Thursday, October 18, 2007

Don't Entrust Your Kids' Sexual Health to Bureaucrats

Kids grow up so fast these days. I remember when I was a wee one, terrorizing the hallowed halls of my middle school, days were consumed with how to sell more Blow-Pops and Airheads for buying movies, avoiding those freakish 7th-graders who were about five and a half feet tall towering over us dwarfins and then didn't grow for the rest of there lives, and skimming through books and magazines at 11 o'clock for a book report the following day. Now, I guess middle schoolers have to worry about "family planning."

The New York Times reports a school in Portland, Maine has approved to start offering a variety of wellness services such as physicals and immunizations ... oh, and dispensing birth control. The proposal was approved by 10 of the 12 member school board and was backed by the Portland Division of Public Health.

I suppose if one had to choose, it would be better for a 13-year-old to engage in safer intimate activity to prevent "fluid-sharing" and procreation than a less safe interaction. Of course, wouldn't it be better if barely teenagers were actually being directed in positive activities like their studies, after-school activities, or recreational drug use?

The school principal, Mike McCarthy, said about 5 of the school’s 500 students had identified themselves as being sexually active.

The argument for this is not to encourage sexual activity but to ensure those who are active are doing so safely. By this reasoning, we should expect to see in Portland the distribution of clean needles for heroin because it is safer?

Regardless, all this hubbub is being caused by 25 kids, probably living on the wrong side of the tracks (if such a place exists in Maine) who need nothing more than a stable and influential guiding figure in their life. Perhaps with all his free time Michael Vick could lend a hand to Big Brother, Big Sister.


▶ [WORK TO BE COMPLETED]: The entries below are to be duplicated exactly, with nothing left out.

▶ [EXTRACTED INFORMATION]:
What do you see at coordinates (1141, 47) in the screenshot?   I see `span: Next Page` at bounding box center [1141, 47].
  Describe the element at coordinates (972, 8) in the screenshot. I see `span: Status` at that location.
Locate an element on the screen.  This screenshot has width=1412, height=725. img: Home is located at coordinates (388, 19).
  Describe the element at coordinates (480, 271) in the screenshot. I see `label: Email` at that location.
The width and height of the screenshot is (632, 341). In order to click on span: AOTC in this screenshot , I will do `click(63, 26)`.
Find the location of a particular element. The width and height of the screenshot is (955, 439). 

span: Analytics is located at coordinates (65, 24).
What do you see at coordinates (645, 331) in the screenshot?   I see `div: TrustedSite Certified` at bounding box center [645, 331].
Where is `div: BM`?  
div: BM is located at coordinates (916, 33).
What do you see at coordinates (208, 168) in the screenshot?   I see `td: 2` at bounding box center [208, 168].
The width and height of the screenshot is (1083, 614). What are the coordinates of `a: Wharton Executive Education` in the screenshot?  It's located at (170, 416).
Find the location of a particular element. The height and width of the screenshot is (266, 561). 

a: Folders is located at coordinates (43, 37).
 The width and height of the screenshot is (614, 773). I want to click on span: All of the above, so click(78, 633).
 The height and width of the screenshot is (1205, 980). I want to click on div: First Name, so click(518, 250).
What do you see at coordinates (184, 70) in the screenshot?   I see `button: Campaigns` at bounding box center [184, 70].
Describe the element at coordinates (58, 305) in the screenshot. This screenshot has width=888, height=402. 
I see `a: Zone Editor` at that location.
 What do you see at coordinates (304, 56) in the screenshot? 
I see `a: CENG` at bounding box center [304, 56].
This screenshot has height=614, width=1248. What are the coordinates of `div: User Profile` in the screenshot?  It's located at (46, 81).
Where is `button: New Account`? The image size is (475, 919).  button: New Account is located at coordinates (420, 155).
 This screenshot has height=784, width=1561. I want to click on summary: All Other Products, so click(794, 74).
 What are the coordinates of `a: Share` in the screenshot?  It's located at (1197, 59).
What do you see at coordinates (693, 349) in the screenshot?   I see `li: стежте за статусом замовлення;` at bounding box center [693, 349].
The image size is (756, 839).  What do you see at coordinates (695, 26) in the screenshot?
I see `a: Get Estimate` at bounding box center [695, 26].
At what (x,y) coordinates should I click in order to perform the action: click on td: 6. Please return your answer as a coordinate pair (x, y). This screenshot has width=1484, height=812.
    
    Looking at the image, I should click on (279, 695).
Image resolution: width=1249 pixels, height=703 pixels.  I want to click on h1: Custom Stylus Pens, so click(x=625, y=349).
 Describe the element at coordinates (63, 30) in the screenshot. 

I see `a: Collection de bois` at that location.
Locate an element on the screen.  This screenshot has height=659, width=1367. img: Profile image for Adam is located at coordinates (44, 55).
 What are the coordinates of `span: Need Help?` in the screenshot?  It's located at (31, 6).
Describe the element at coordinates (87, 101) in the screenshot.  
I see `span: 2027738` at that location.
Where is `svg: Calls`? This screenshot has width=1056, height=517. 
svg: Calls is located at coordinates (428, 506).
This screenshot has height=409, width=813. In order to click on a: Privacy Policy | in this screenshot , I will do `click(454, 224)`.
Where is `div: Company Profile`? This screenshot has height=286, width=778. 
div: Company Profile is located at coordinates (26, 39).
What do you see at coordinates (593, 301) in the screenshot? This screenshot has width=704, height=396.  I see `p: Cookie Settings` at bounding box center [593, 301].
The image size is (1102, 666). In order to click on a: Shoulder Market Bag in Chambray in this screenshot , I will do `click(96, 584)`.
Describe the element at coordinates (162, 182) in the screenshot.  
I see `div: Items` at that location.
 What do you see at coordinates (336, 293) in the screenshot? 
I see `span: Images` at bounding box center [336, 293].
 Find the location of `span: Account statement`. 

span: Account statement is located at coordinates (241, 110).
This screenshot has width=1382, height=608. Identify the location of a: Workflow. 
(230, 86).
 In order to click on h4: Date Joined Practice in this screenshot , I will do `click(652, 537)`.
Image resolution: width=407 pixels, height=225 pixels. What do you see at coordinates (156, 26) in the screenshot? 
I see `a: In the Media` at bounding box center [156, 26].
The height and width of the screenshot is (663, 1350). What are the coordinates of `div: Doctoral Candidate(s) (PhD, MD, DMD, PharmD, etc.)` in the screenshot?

▶ [TASK RESPONSE]:
What do you see at coordinates (1141, 47) in the screenshot?   I see `span: Next Page` at bounding box center [1141, 47].
  Describe the element at coordinates (972, 8) in the screenshot. I see `span: Status` at that location.
Locate an element on the screen.  This screenshot has width=1412, height=725. img: Home is located at coordinates (388, 19).
  Describe the element at coordinates (480, 271) in the screenshot. I see `label: Email` at that location.
The width and height of the screenshot is (632, 341). In order to click on span: AOTC in this screenshot , I will do `click(63, 26)`.
Find the location of a particular element. The width and height of the screenshot is (955, 439). 

span: Analytics is located at coordinates (65, 24).
What do you see at coordinates (645, 331) in the screenshot?   I see `div: TrustedSite Certified` at bounding box center [645, 331].
Where is `div: BM`?  
div: BM is located at coordinates (916, 33).
What do you see at coordinates (208, 168) in the screenshot?   I see `td: 2` at bounding box center [208, 168].
The width and height of the screenshot is (1083, 614). What are the coordinates of `a: Wharton Executive Education` in the screenshot?  It's located at (170, 416).
Find the location of a particular element. The height and width of the screenshot is (266, 561). 

a: Folders is located at coordinates (43, 37).
 The width and height of the screenshot is (614, 773). I want to click on span: All of the above, so click(78, 633).
 The height and width of the screenshot is (1205, 980). I want to click on div: First Name, so click(518, 250).
What do you see at coordinates (184, 70) in the screenshot?   I see `button: Campaigns` at bounding box center [184, 70].
Describe the element at coordinates (58, 305) in the screenshot. This screenshot has width=888, height=402. 
I see `a: Zone Editor` at that location.
 What do you see at coordinates (304, 56) in the screenshot? 
I see `a: CENG` at bounding box center [304, 56].
This screenshot has height=614, width=1248. What are the coordinates of `div: User Profile` in the screenshot?  It's located at (46, 81).
Where is `button: New Account`? The image size is (475, 919).  button: New Account is located at coordinates (420, 155).
 This screenshot has height=784, width=1561. I want to click on summary: All Other Products, so click(794, 74).
 What are the coordinates of `a: Share` in the screenshot?  It's located at (1197, 59).
What do you see at coordinates (693, 349) in the screenshot?   I see `li: стежте за статусом замовлення;` at bounding box center [693, 349].
The image size is (756, 839).  What do you see at coordinates (695, 26) in the screenshot?
I see `a: Get Estimate` at bounding box center [695, 26].
At what (x,y) coordinates should I click in order to perform the action: click on td: 6. Please return your answer as a coordinate pair (x, y). This screenshot has width=1484, height=812.
    
    Looking at the image, I should click on (279, 695).
Image resolution: width=1249 pixels, height=703 pixels.  I want to click on h1: Custom Stylus Pens, so click(x=625, y=349).
 Describe the element at coordinates (63, 30) in the screenshot. 

I see `a: Collection de bois` at that location.
Locate an element on the screen.  This screenshot has height=659, width=1367. img: Profile image for Adam is located at coordinates (44, 55).
 What are the coordinates of `span: Need Help?` in the screenshot?  It's located at (31, 6).
Describe the element at coordinates (87, 101) in the screenshot.  
I see `span: 2027738` at that location.
Where is `svg: Calls`? This screenshot has width=1056, height=517. 
svg: Calls is located at coordinates (428, 506).
This screenshot has height=409, width=813. In order to click on a: Privacy Policy | in this screenshot , I will do `click(454, 224)`.
Where is `div: Company Profile`? This screenshot has height=286, width=778. 
div: Company Profile is located at coordinates (26, 39).
What do you see at coordinates (593, 301) in the screenshot? This screenshot has width=704, height=396.  I see `p: Cookie Settings` at bounding box center [593, 301].
The image size is (1102, 666). In order to click on a: Shoulder Market Bag in Chambray in this screenshot , I will do `click(96, 584)`.
Describe the element at coordinates (162, 182) in the screenshot.  
I see `div: Items` at that location.
 What do you see at coordinates (336, 293) in the screenshot? 
I see `span: Images` at bounding box center [336, 293].
 Find the location of `span: Account statement`. 

span: Account statement is located at coordinates (241, 110).
This screenshot has width=1382, height=608. Identify the location of a: Workflow. 
(230, 86).
 In order to click on h4: Date Joined Practice in this screenshot , I will do `click(652, 537)`.
Image resolution: width=407 pixels, height=225 pixels. What do you see at coordinates (156, 26) in the screenshot? 
I see `a: In the Media` at bounding box center [156, 26].
The height and width of the screenshot is (663, 1350). What are the coordinates of `div: Doctoral Candidate(s) (PhD, MD, DMD, PharmD, etc.)` in the screenshot?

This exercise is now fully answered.